The base frame is the coordinate system anchored to the physical base of the robot, the plate or casting where the arm is bolted to the floor, pedestal, or fixture. Its origin sits at the mounting base and it doesn't move when the arm moves, which makes it the stable reference everything else hangs off.

On many FANUC systems the world frame coincides with the base frame unless you deliberately offset it. That's why people use the two terms loosely. They stay separate concepts: the base frame is tied to hardware, the world frame is the software reference that may or may not sit on top of it.

How it actually works

The base frame is three axes at the mounting flange: X and Y in the plane of the base plate, Z pointing straight up along the axis of rotation of the first joint. When you jog the robot in Cartesian mode relative to this frame, +Z moves the tool straight up regardless of how the arm is folded, because the frame stays put while the joints solve the pose.

User frames and the tool center point are all defined relative to this reference. Set up a 3-point user frame on a fixture and the controller stores that frame as an offset from the base/world origin, so a base that's been surveyed or shimmed out of level shifts every downstream frame with it. Get the base reference wrong and every taught position inherits the error.

XZY

How it differs

  • World Frame · The base frame is fixed to the robot's physical mounting base; the world frame is the software reference that, on many FANUC controllers, coincides with the base frame by default but can be offset from it (for example to line up multiple robots or a shared cell origin).
  • User Frame · A user frame is an application-specific coordinate system a technician defines on a fixture or workpiece, expressed as an offset from the base/world frame. The base frame is the fixed origin those user frames are measured against.
  • Tool Frame (TCP) · The tool frame rides on the faceplate and moves with the wrist; the base frame stays anchored to the floor. Jog in base and the origin never moves; jog in tool and the reference travels with the end-of-arm tooling.

Where you meet it in the field

  • FANUC M-20iD/25 · The base frame origin sits at this arm's mounting base, where it bolts to the floor or pedestal.
  • 3-point user frame setup · User frames are taught as offsets from the base/world frame, so the base reference is what your three points are ultimately measured against.

Common questions

Are the base frame and world frame the same thing?
On many FANUC systems they coincide out of the box, so people treat them as one. They stay distinct concepts: the base frame is tied to the physical mounting base, while the world frame is a software reference you can offset from the base, which matters when you're aligning multiple robots to a shared cell origin.
If I mount the robot on a tilted surface, does the base frame stay level?
No.

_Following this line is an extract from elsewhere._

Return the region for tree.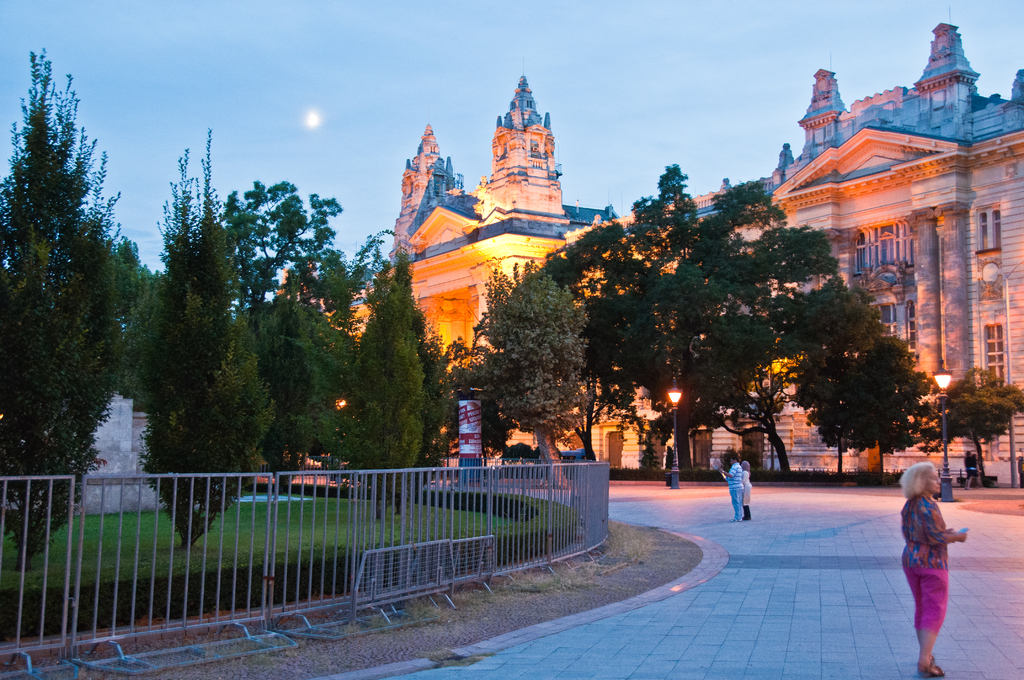
Rect(557, 165, 885, 482).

The base frame is fixed to the robot's base, so it tilts with the mounting. Its Z axis follows the first joint's axis of rotation rather than gravity. If you need a level reference on a tilted mount, that's what an offset world frame or a taught user frame is for.
Do my taught points move if I re-survey the base?
Points taught relative to a user frame follow that frame if you redefine the base or world reference under it. Points taught in a fixed frame don't automatically shift, so re-establishing the base reference after a move is a real chance to introduce error across every downstream position. Confirm your frames before running production.